Eat 'Em and Weep

by Paulette Licitra


Lobster, crab, shrimp, clams, mussels, oysters. You either melt with desire upon hearing those words, scrunch your nose in disgust, or feel completely indifferent.

I am from the awed and reverent school. My eyes linger longingly at shellfish window displays in fish stores; I peruse seafood sections of cookbooks just to imagine the taste of the concoctions and drool over the dazzling photographs. I even like the Red Lobster commercial.

Not everyone feels this way. I have one friend who cringes at the sight of lobster-eating. He sees it as the showdown between human and Godzilla. Even his tame-tasting flounder has to be battered and deep fried so no trace of fish remains.

Maybe it's a cultural thing. I grew up on Long Island surrounded by the Atlantic Ocean and the Great South Bay. My father, my sister, my uncle and I were avid shellfish eaters, while my mother and my aunt tended to back off. Too messy! they'd say.

Messy! That seems to be the biggest complaint among non-shellfish eaters. They think it's too much dirty work for a minuscule piece of meat. What's all the excitement about, they wonder.


Being part of an Italian American family (southern Italian), meant extra opportunities for seafood.


It's hard to explain. The texture and the taste of the wild sea seems to be concentrated in that dense food. And it actually is. After all, shellfish are scavengers, they eat up a representative sampling of the entire sea. Eating it makes you feel as unruly as the ocean -- fluid, sensual, lucid, and -- salty.

It's in my blood. I started by admiring any life from the sea. When I was little my father and uncle would take me to the Captree Boat Basin when large fishing party boats returned. At the pier, sunburned fisherman in rubber to their thighs would display their catches of fluke, flounder, bluefish, and striped bass. I learned to marvel at the size and quantity of the fish -- the large boats, the sea air, the smell of salt, fish and seaweed, and the wind stinging my face -- awakening it to the world of the sea.

As a teenager my friends and I would take the ferry to Fire Island and go clamming on the bay side. Small rising bubbles in the sand would create tiny holes indicating where to dig. We'd use our feet as shovels and burrow into the sand until we felt the hard shell, then plunge our hands in to drag out the clam. Creating a small fire from soda cups and driftwood, we'd set the clams nearby until they popped open. Then -- we'd eat them, the freshest clams in the world.

Unfortunately, my husband is of the indifferent variety. He thinks crabs and lobsters look like large insects (sure they do, but a little ugliness never hurt anyone). During soft shell crab season he'll concede to a dual-dish-dinner. He'll have cod, pan steak, or Kielbasa; and I'll have my most favorite, delectable, manna-from-heaven-food: soft shell crab. I simply saute them in a little olive oil, parsley, red crushed pepper, lemon and a dash of white wine. Watching me eat, he shakes his head don't get it.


Exercise instructions:
Where a record contains an image, leave the image out and print the rest exactly.

[[ Entries shown open ]]

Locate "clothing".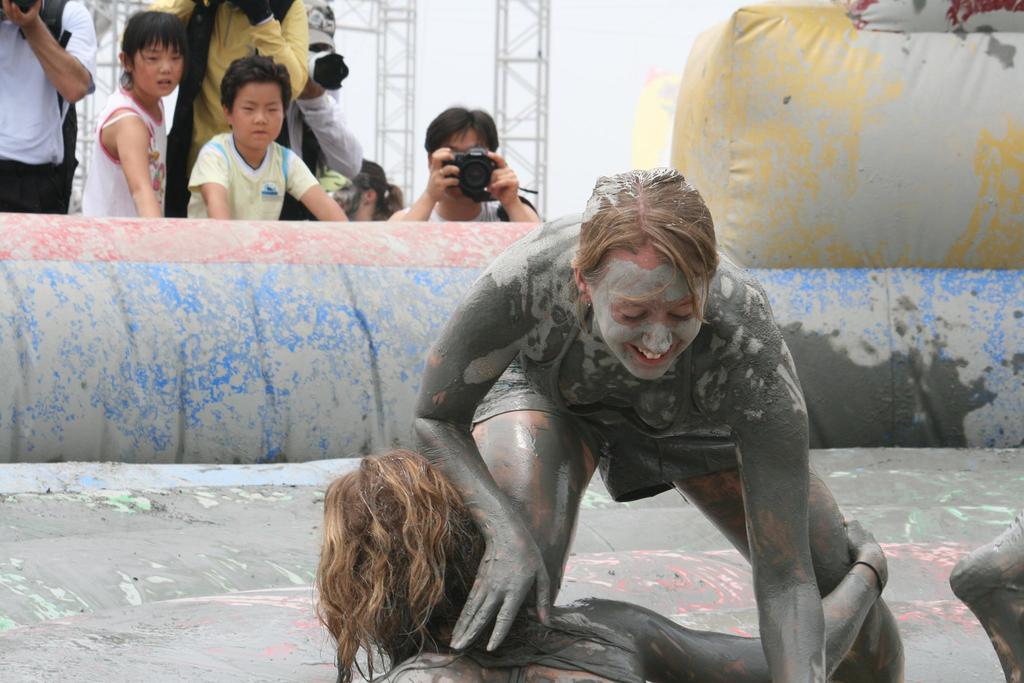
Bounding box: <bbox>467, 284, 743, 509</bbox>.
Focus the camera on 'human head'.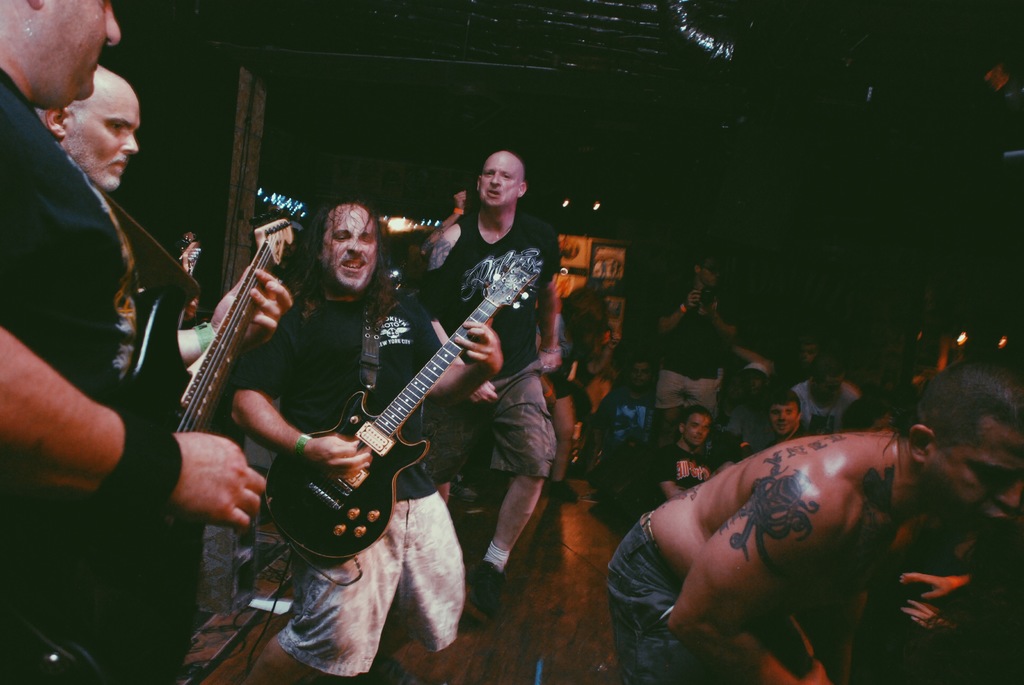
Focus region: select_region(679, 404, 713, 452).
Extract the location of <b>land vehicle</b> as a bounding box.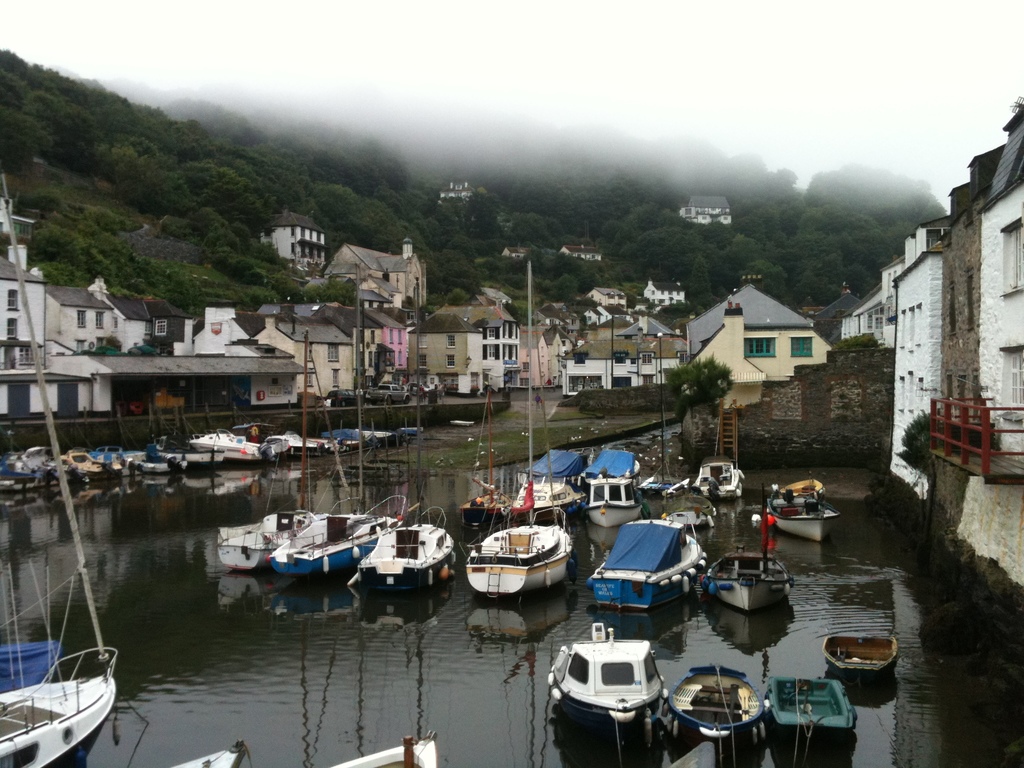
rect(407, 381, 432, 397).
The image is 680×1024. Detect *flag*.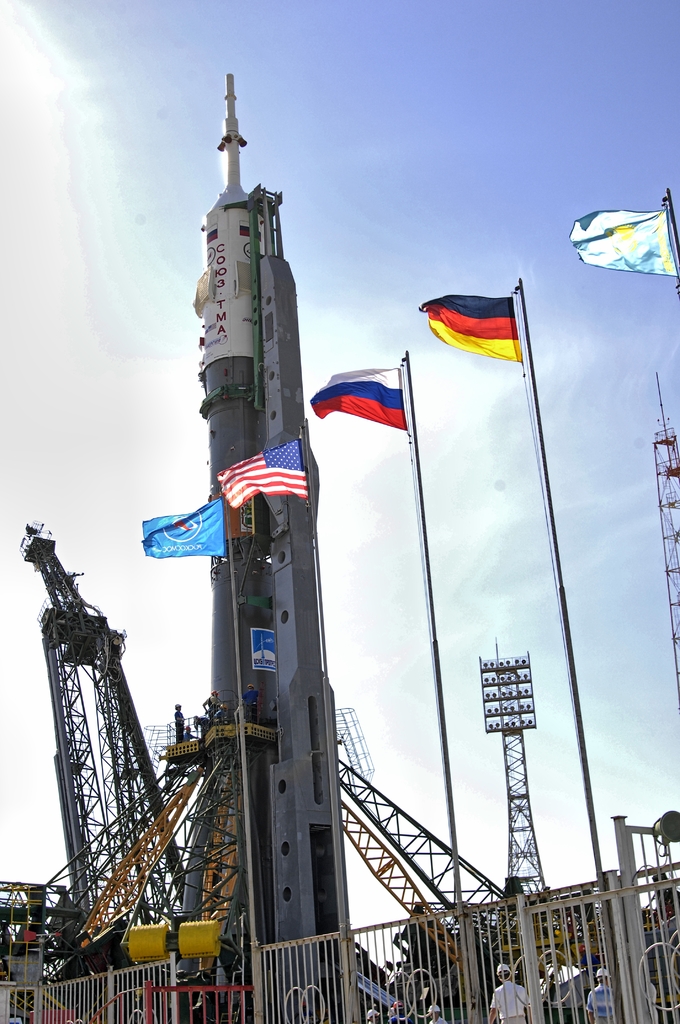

[[ Entries shown closed ]]

Solution:
Locate "clothing".
Bounding box: <bbox>467, 284, 743, 509</bbox>.
Focus the camera on 'human head'.
Focus region: select_region(679, 404, 713, 452).
Extract the location of <b>land vehicle</b> as a bounding box.
rect(407, 381, 432, 397).
The image is 680×1024. Detect *flag*.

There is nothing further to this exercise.